SAP's Bounce from 52-Week Low Highlights Tension Between Analyst Optimism and Macro Headwinds
23.06.2026 - 19:13:21 | boerse-global.de
SAP shares attempted a recovery on Tuesday, climbing as much as 3.48 percent to 135.66 euros before settling at 134.64 euros — a more modest gain of 2.70 percent. The uptick came a day after the stock touched a fresh 52-week low of 130.82 euros, underscoring the deep correction from last July's all-time high of 266 euros that has erased nearly half the company's market value. Since the start of the year, the software heavyweight has shed roughly 33 percent.
The bounce was driven in part by a reaffirmed "Buy" rating from Bank of America, which cited SAP's cloud subscription model and artificial intelligence strategy as buffers against near-term headwinds. The US bank expects the company's second-quarter results, due at the end of July, to be "mixed" and has trimmed its estimates slightly — a move the market appears to have already priced in. Yet for a stock trading more than 27 percent below its 200-day moving average of 184.73 euros, the relief rally has done little to alter the prevailing downtrend.
The broader market backdrop remains hostile.
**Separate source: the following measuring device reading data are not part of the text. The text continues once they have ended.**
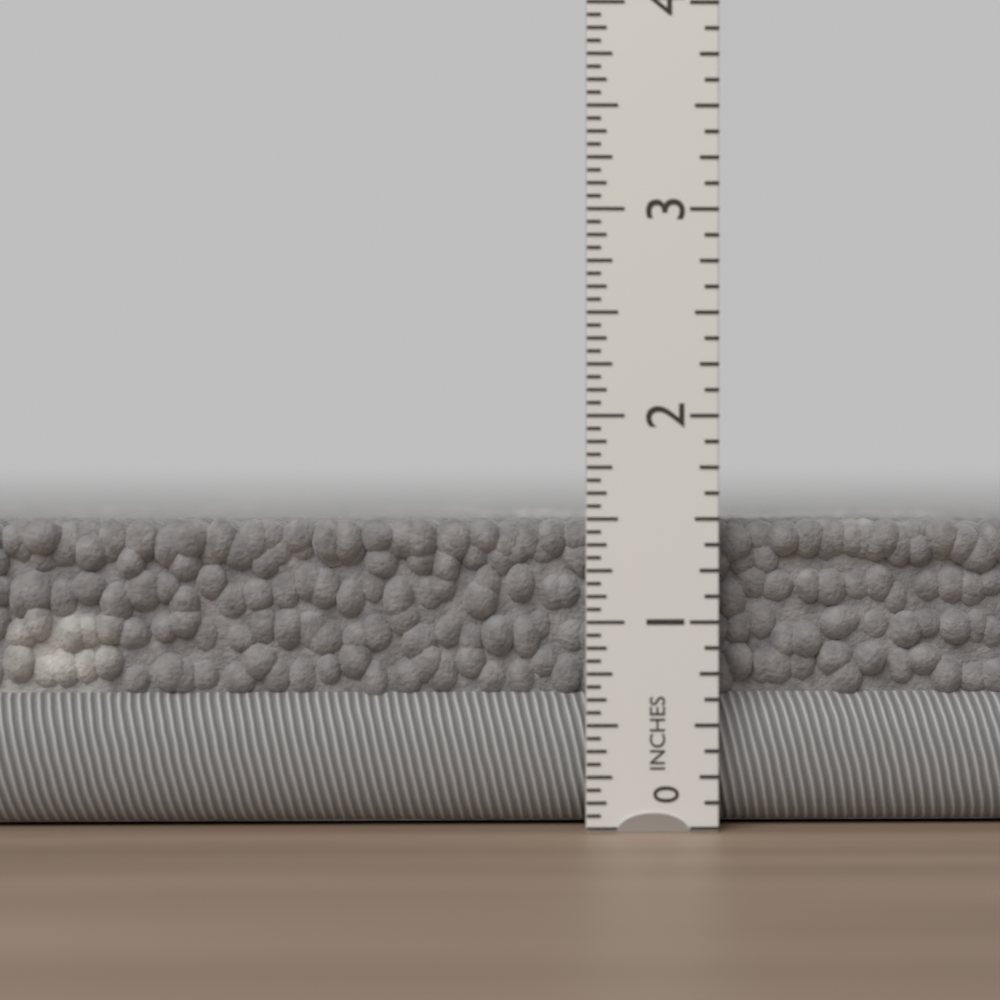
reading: 1.5000 in
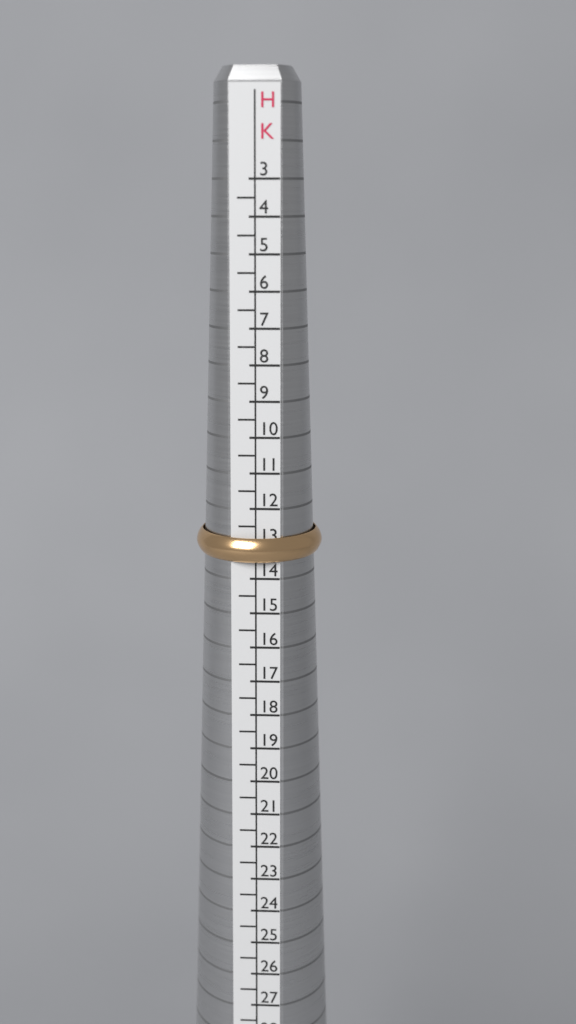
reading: 13.5 HK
The DAX briefly slipped below the 25,000-point mark on Tuesday, dragged down by a broad tech selloff that hit semiconductor and hardware stocks particularly hard. Infineon lost 6.3 percent and ASML shed nearly 7 percent. Rising interest rate expectations are a key driver: Goldman Sachs has fully removed any prospect of rate cuts from 2026, pushing the earliest possible easing to 2027. For growth stocks like SAP with elevated valuations, the higher discount factor compounds the pressure.
Should investors sell immediately? Or is it worth buying SAP?
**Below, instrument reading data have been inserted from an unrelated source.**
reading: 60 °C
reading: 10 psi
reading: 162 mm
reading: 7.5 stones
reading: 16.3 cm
Analyst targets tell a conflicted story. The average price target among 27 analysts tracked by MarketScreener stands at 214.81 euros — more than 58 percent above the current level. Bernstein holds a 273-euro target alongside a "Buy" recommendation, while JPMorgan remains "Neutral" with a 175-euro target. That near-100 euro gap is unusually wide for a DAX heavyweight and reflects deep disagreement about SAP's ability to sustain momentum in a weakening macro environment. Even Goldman Sachs, which maintains a "Buy" rating, lowered its gross margin forecast for the second half of 2026 from 73.3 percent to 72.8 percent in mid-June, citing rising hardware costs. The stock fell 4.1 percent on the news.
Operationally, the case for SAP remains intact. The current cloud backlog grew 20 percent in the first quarter to 21.9 billion euros, while cloud revenue rose 27 percent on a currency-adjusted basis. Yet management has warned that Q1 figures were flattered by one-off effects and that growth will slow in the current quarter. The quiet period is now in effect, limiting communication until the half-year report on July 23 at 23:00 CET. How pronounced the deceleration proves will determine whether the bounce from the 52-week low has legs.
SAP is also navigating a contrasting competitive landscape. Oracle, its US rival, announced plans to cut roughly 21,000 jobs — about 13 percent of its global workforce — citing increased automation through AI. Severance costs are estimated at $1.84 billion. SAP, by contrast, is doubling down on its own AI strategy. CEO Christian Klein outlined a migration assistant for S/4HANA to be launched in the third quarter of 2026, designed to help existing customers transition away from the legacy ECC system before support ends in 2030. That natural migration pressure provides a multi-year revenue tailwind.
A recent Pentagon approval for SAP NS2 — granting a provisional FedRAMP+ Impact Level 5 clearance for handling highly sensitive US defense data — went largely unnoticed by the market, overwhelmed by broader sector concerns. The stock's technical picture remains fragile: support just above 130 euros must hold to avoid a break to fresh lows. Bank of America's endorsement provides a floor for sentiment, but until Q2 numbers confirm that the cloud growth story is weathering the macro storm, the recovery will remain tentative.